The new single module, called attentive normalization (AN), improved the accuracy of the system significantly while using negligible extra computational power.

To test their AN module, the researchers plugged it into four widely used neural network architectures: ResNets, DenseNets, MobileNetsV2 and AOGNets. They then tested the networks against two benchmarks: the ImageNet-1000 classification benchmark and the MS-COCO 2017 object detection and instance segmentation benchmark.

“We found that AN improved performance for all four architectures on both benchmarks,” Wu said. “For example, top-1 accuracy in the ImageNet-1000 improved by between 0.5% and 2.7%. And Average Precision (AP) accuracy increased by up to 1.8% for bounding box and 2.2% for semantic mask in MS-COCO.

“Another advantage of AN is that it facilitates better transfer learning between different domains,” Wu added. “For example, from image classification in ImageNet to object detection and semantic segmentation in MS-COCO. This is illustrated by the performance improvement in the MS-COCO benchmark, which was obtained by fine-tuning ImageNet-pretrained deep neural networks in MS-COCO, a common workflow in state-of-the-art computer vision.”

The researchers have released the source code publicly on GitHub.

Photonic ultrasound detector
Researchers at Helmholtz Zentrum München and the Technical University of Munich (TUM) built a tiny ultrasound detector based on miniaturized photonic circuits on top of a silicon chip.
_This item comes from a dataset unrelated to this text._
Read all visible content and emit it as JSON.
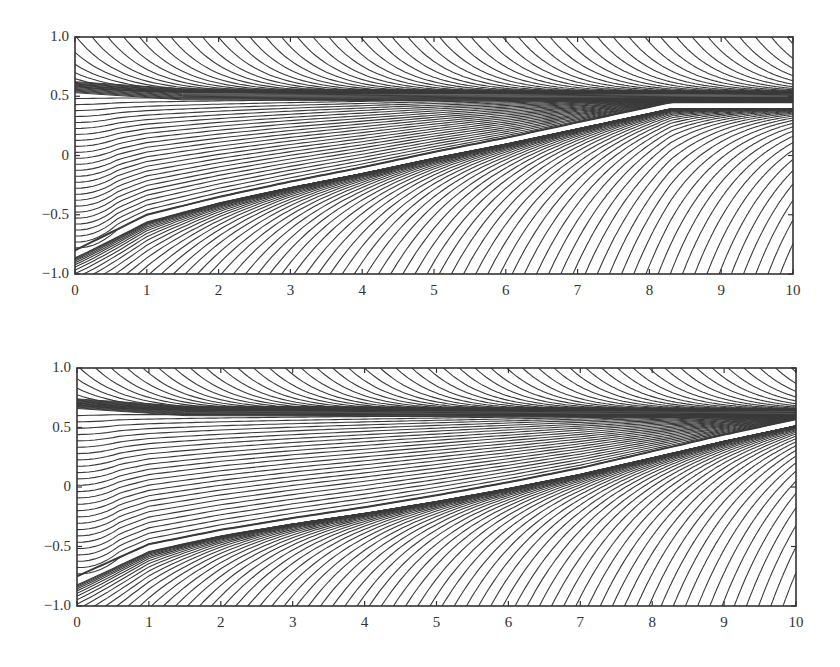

Targeted for super-resolution imaging, the detector is capable of visualizing much smaller features than standard ultrasound detectors.

Typically, ultrasound waves are detected using piezoelectric detectors, which convert the pressure from ultrasound waves into electric voltage. Imaging resolution is dependent on size, but shrinking them too much can impair sensitivity.

Instead of recording voltage from piezoelectric crystals, the new silicon waveguide-etalon detector (SWED) monitors changes in light intensity propagating through the miniaturized photonic circuits.

“This is the first time that a detector smaller than the size of a blood cell is used to detect ultrasound using the silicon photonics technology,” said Rami Shnaiderman, of both Helmholtz Zentrum München and TUM. “If a piezoelectric detector was miniaturized to the scale of SWED, it would be 100 million times less sensitive.”

The SWED size is about half a micron, making it 10,000 times smaller than the smallest piezoelectric detectors used in clinical imaging and 200 times smaller than the ultrasound wavelength used, allowing it to visualize features that are smaller than one micrometer. “The degree to which we were we able to miniaturize the new detector while retaining high sensitivity due to the use of silicon photonics was breathtaking,” said Prof. Vasilis Ntziachristos, of both Helmholtz Zentrum München and TUM.

The team said that mass production is feasible as the silicon platform is easily manufacturable. “We will continue to optimize every parameter of this technology – the sensitivity, the integration of SWED in large arrays, and its implementation in hand-held devices and endoscopes,” noted Shnaiderman.